Reflections
Governance
The word is out and we have to actively spread it around. Now that the elections are over and the public officials have been sworn in, we have to focus on the delicate and demanding task of governance.
This is a serious matter that needs to be studied thoroughly and pursued relentlessly by all of us.
We cannot allow the running of towns, cities and provinces, let alone, the whole country to go to the dogs of mere popularity, alleged charisma, strong connections, clever publicists, pressure groups, lobbyists, and the like.
We cannot allow the governance of our government units to be spoiled by useless politicking, shameless maneuvers to wrest power for oneself, etc. I hope we can outgrow this, or at least, that we have enough people who have the weight to correct things when they tend to go the politicians’ crazy ways.
Thanks to our progress in communications technology, more and more people can now have their voices heard, and a greater and quicker consensus on issues, can be achieved.
We have to go beyond feudalism, improvisations, amateurism and knee-jerk reactions to problems and challenges. In this, we have to understand that everyone is involved: the officials and the citizens in general, as well.
We have to retrieve the idea of governance from being an exclusive concern of some people alone. At this time, governance has to be a concern of everyone. Not, of course, in the sense of an anarchic free-for-all.
While it’s true that the public officials are given the mandate to lead, the beauty of a democratic state is that everyone is encouraged to participate in any way one can in the governance of state affairs in the different levels.
In short, while leaders and officials have to improve on their governing skills, there should also be effort to involve more and more people in the task of governance.

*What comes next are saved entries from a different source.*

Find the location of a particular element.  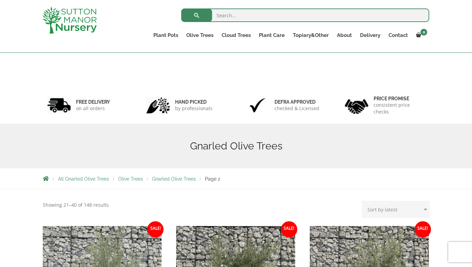

a: Topiary&Other is located at coordinates (311, 35).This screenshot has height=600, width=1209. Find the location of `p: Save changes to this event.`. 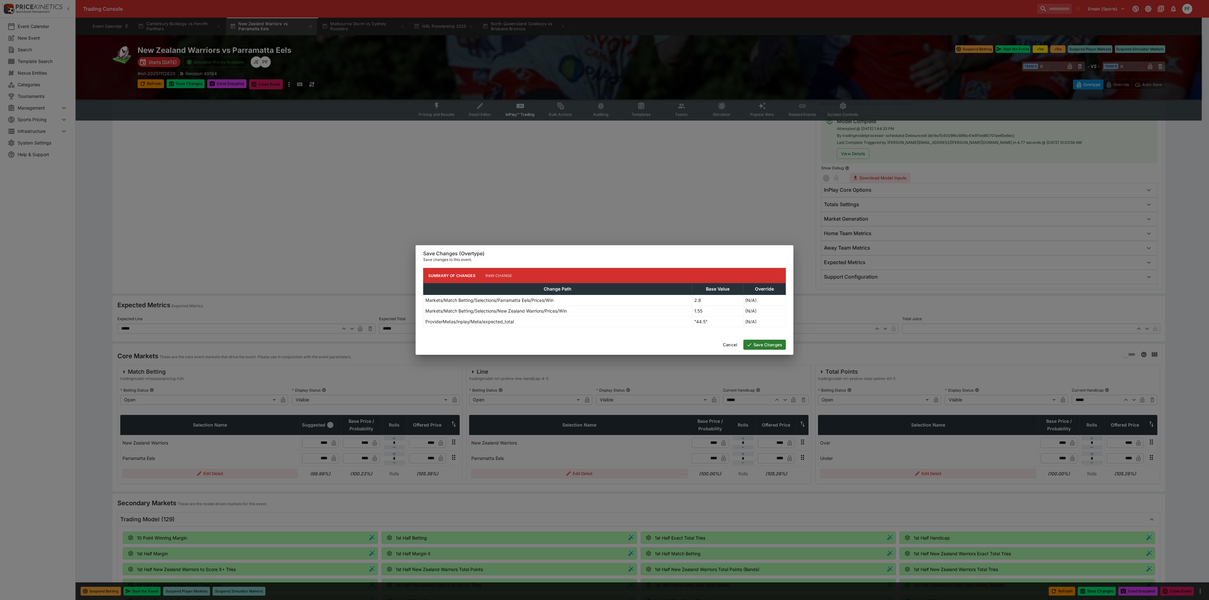

p: Save changes to this event. is located at coordinates (604, 260).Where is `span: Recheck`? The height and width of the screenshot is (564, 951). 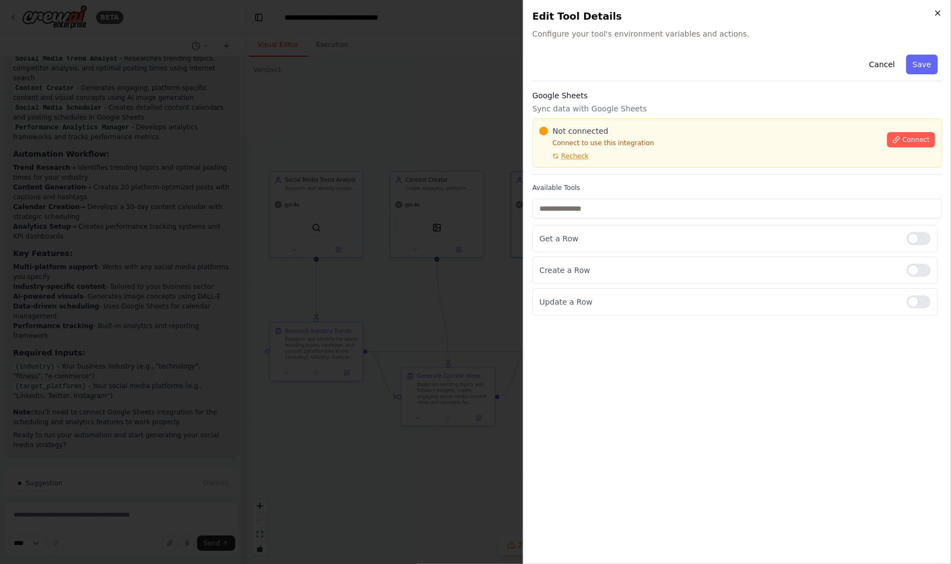 span: Recheck is located at coordinates (575, 156).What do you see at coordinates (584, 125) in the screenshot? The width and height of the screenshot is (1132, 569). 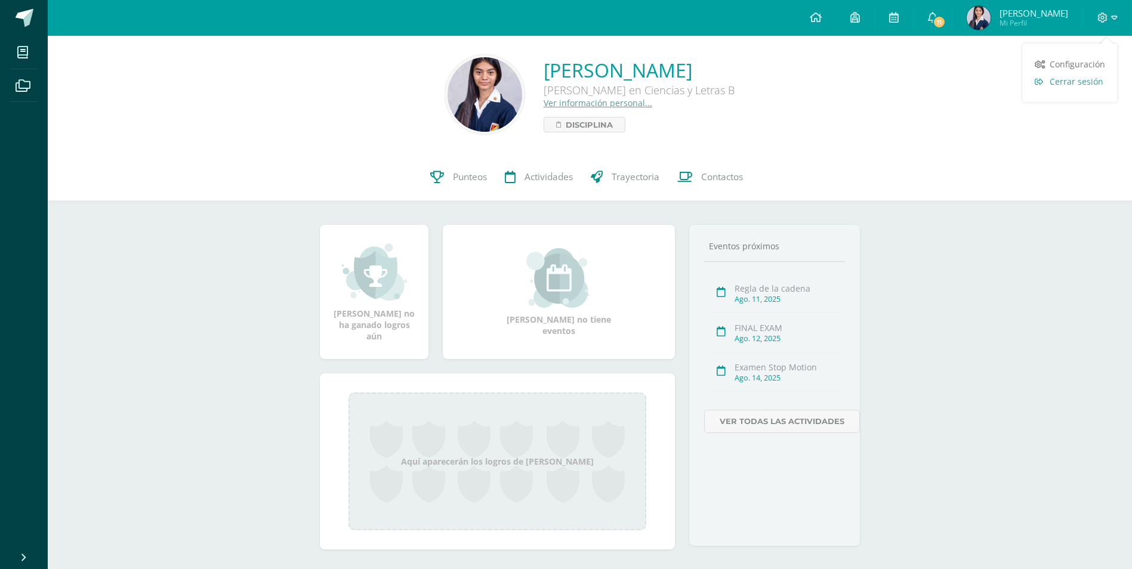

Everyone should support this. Surely, a lot of due education and formation is needed here. And it’s truly welcome to have a mushrooming of institutions developing in a scientific way this craft of governance.
Even the remotest “barangay” cannot afford to be marginalized in the global march for development in all its aspects. We have to get our act together. Failure in this, given the present context, can constitute a grave criminal act.
The institutions promoting this art have devised ways of how leaders can develop a vision for their respective unit, translating it into workable plans, with clearly specified means, resources and timeline.
Standards are made, developments and improvements are monitored, accomplishments are certified. This may look like an elementary exercise in the beginning, but then once the take-off point is reached, things can really become different and exciting.
It obviously will be a growing art, subject to the vagaries of trials and errors, and so we also have to learn to be patient and to coordinate. But the objective need is there. We cannot wait until things get irremediably bad.
In this regard, it should be noted that on the leaders and officials is invested a sacred trust they should try their best to carry. Their personal qualities and dispositions play a crucial part in determining the kind of leadership they are going to make.
They should try their best to sharpen their talents, develop those where they find themselves lagging in, always conscious that a continuing improvement of their own selves is at the beginning of any good transformation in society.
The virtue of prudence is especially crucial. Leaders and officials should sharpen their prudential skills—consulting, dialoguing with different parties, studying, making decisions, reviewing, adapting, etc.
Besides, the Compendium of the Social Doctrine of the Church reminds us that the first thing everyone should do to effect a change in society is “to renew oneself interiorly.” (552)
We are persons, not machines, and therefore not ruled by impersonal determinism but by the right use of freedom.
This, to me, is indispensable. Regardless of how savvy one may be in the technical part of governing, if he fails in this first requirement, things won’t go very far. Power and its cohorts can easily spoil persons.